Gee golly, has this month been an odd one. February is usually a hump month in my mind, and perhaps that's mostly attributed to being submersed in an educational calendar. I even forgot about President's Day. In school we did not have the pleasure of the 3-day weekends associated with Monday holidays. No Columbus Day, no MLK, no blowing out the candles for Washington--all forgotten in the world of private academia. Alas. Oh and happy [belated] valentine's day all you lovers, and singles, and hallmark representatives.
Just 3 days ago it was gorgeous out. On Valentine's Day I scampered down the streets of the Italian Market in a dress. A DRESS. IN FEBRUARY. And then...it snowed.

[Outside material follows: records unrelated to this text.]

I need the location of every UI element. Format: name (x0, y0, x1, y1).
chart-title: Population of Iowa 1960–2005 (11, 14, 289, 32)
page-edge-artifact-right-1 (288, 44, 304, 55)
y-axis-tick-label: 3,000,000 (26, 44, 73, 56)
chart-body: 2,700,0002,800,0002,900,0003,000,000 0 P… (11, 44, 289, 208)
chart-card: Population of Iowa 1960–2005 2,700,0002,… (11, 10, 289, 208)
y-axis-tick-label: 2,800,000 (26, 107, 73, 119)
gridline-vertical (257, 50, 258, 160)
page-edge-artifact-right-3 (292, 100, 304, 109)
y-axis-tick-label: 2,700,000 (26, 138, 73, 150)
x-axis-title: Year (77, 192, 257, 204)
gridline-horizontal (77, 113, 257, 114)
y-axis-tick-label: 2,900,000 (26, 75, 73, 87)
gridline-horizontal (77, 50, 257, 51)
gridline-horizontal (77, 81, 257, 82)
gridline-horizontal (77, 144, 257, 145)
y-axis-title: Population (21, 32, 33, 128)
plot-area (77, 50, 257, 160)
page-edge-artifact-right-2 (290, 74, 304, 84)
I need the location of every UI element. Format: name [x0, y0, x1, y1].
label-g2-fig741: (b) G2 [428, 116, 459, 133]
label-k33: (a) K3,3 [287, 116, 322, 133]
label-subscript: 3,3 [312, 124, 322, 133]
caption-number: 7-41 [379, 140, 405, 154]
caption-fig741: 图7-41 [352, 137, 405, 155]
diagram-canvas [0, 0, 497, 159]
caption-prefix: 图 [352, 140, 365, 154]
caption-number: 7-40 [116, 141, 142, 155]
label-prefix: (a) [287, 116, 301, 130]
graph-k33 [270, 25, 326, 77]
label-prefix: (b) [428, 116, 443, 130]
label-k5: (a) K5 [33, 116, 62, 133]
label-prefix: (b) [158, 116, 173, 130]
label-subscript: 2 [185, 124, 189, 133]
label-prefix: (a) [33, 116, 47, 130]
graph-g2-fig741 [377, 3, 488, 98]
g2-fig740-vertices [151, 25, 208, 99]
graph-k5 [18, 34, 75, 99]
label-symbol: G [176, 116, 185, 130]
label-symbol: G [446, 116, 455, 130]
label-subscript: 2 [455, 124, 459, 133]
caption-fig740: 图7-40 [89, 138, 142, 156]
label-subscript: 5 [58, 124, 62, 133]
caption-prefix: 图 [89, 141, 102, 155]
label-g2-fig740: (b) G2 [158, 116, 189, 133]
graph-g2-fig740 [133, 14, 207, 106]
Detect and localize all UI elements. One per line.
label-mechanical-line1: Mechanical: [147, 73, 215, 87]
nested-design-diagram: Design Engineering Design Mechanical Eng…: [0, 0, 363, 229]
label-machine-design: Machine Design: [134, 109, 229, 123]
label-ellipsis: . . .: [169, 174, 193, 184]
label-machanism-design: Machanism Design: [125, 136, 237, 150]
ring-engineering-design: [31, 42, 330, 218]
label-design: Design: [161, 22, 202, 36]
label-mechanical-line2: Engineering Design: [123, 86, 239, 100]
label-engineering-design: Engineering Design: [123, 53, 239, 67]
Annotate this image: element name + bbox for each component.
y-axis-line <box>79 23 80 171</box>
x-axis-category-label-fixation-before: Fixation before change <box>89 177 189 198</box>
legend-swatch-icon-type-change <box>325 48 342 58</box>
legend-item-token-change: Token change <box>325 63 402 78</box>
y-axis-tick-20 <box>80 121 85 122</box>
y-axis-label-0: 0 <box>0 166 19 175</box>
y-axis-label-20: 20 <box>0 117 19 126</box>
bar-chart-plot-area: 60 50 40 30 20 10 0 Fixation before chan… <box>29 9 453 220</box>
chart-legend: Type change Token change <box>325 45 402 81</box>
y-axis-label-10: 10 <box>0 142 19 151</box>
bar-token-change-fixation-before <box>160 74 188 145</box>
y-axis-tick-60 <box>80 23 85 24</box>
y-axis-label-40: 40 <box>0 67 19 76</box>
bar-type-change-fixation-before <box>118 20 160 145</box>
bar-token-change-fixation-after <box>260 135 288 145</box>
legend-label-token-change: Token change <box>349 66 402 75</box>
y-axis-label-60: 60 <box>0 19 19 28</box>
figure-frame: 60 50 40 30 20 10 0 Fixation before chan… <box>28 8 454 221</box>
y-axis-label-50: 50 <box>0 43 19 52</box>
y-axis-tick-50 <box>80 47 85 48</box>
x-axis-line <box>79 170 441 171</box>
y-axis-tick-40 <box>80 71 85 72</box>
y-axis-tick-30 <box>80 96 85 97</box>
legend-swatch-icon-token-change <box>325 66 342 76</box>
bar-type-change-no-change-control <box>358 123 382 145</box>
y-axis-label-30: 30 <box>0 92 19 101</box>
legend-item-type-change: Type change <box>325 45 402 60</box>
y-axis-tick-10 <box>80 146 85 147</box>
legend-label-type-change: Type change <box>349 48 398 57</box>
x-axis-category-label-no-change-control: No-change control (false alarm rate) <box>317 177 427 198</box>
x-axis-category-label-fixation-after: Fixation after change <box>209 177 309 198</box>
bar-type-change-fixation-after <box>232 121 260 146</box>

But all of that is nothing compaired to the happenings in the rest of the world. President Mubarak and Egypt have dominated most of the news, and I wish I could say that I have been following the events in the land of the Nile and Sphinx closely, but I have only heard bits and pieces. I did have the chance to hear a graduate student at UPenn speak about his time in Egypt. He was writing his dissertation of Mubarak's reign and happened to be living in the country when the protesting picked up speed. He was living with a young Egyptian lawyer who had begun to recieve text messages, e-mail and instant messages regarding locations and time of demonstrations. This new era of technological communication has created infinite pathways for organization, and, as Egypt has shown us, technology allows for those with no political inclinations to be drawn in with the click of a mouse or *boop* of an iphone. Who knows just what this will mean for the future.
And now, my contribution to the world involves sipping Sleepytime tea (it's so magical) and hoping to get sleepy soon because I won the work lottery and was assigned a nine-hour shift starting at 6am. What am I, an adult?
My beau and roommate, aka the boys, are watching a movie. And not just any movie, oh no, it's like six movies in one and they are all bad. It is called....Hancock. Seems like a handful of incomplete broken superhero movies were somehow glommed onto one another to create a terrible monstrosity of special effects and sappy tunage In do like Jason Bateman, though.